Randers


From Encyclopedia Britannica (11th edition, 1910)

EncycloReader

Randers, a town of Denmark, capital of the amt (county) of its name in Jutland, on the Gudenaa at the point where it begins to widen into Randers Fjord, an inlet of the Cattegat. Pop. (1901) 20,057. The town is 15 m. from the open Cattegat and the harbour has 15 ft. depth on the bar. The chief exports are butter and eggs; the chief imports sugar, petroleum, coal and iron. Two railways run north to Aalborg, continuing the main East Jutland line from the south, and an eastward branch serves Grenaa and Aebeltoft on the coast. Though a place of considerable antiquity - being mentioned in 1086 as the meeting-place of insurgents against Knud, the saint - Randers has few remains of old buildings and bears the stamp of a compact, modern manufacturing town that owes its importance to its distilleries, manufactories of gloves, railway carriages, &c. St Marten's church dates from the 14th century, but was frequently altered and enlarged down to 1870. It has good woodwork of the 17th century.
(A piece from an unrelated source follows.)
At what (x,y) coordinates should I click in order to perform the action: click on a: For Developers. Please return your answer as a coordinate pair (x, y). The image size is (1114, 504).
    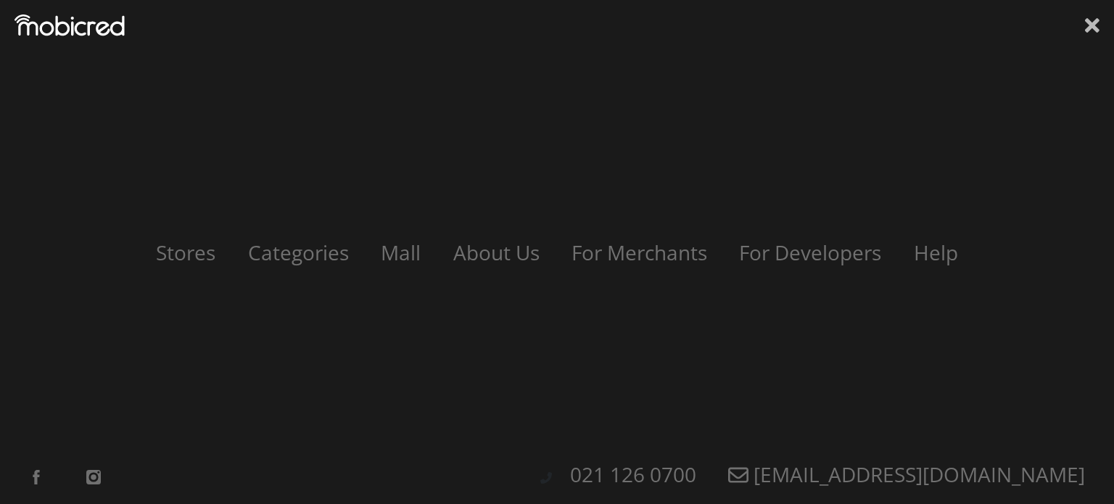
    Looking at the image, I should click on (810, 252).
The high school is housed in a medieval monastery, which was restored in 1894-97. There is a statue to Steen S. Blicher (1782-1848), the national poet and novelist of Jutland.

Randers is best known in history as the scene of the assassination of Count Gerhard by Niels Ebbesdn in 1340. In the middle ages it had six churches and four monastic establishments, the oldest a Benedictine nunnery (1170). The Grey Friars' building was turned into a castle (Dronningborg) after the Reformation; its church was burned down in 1698.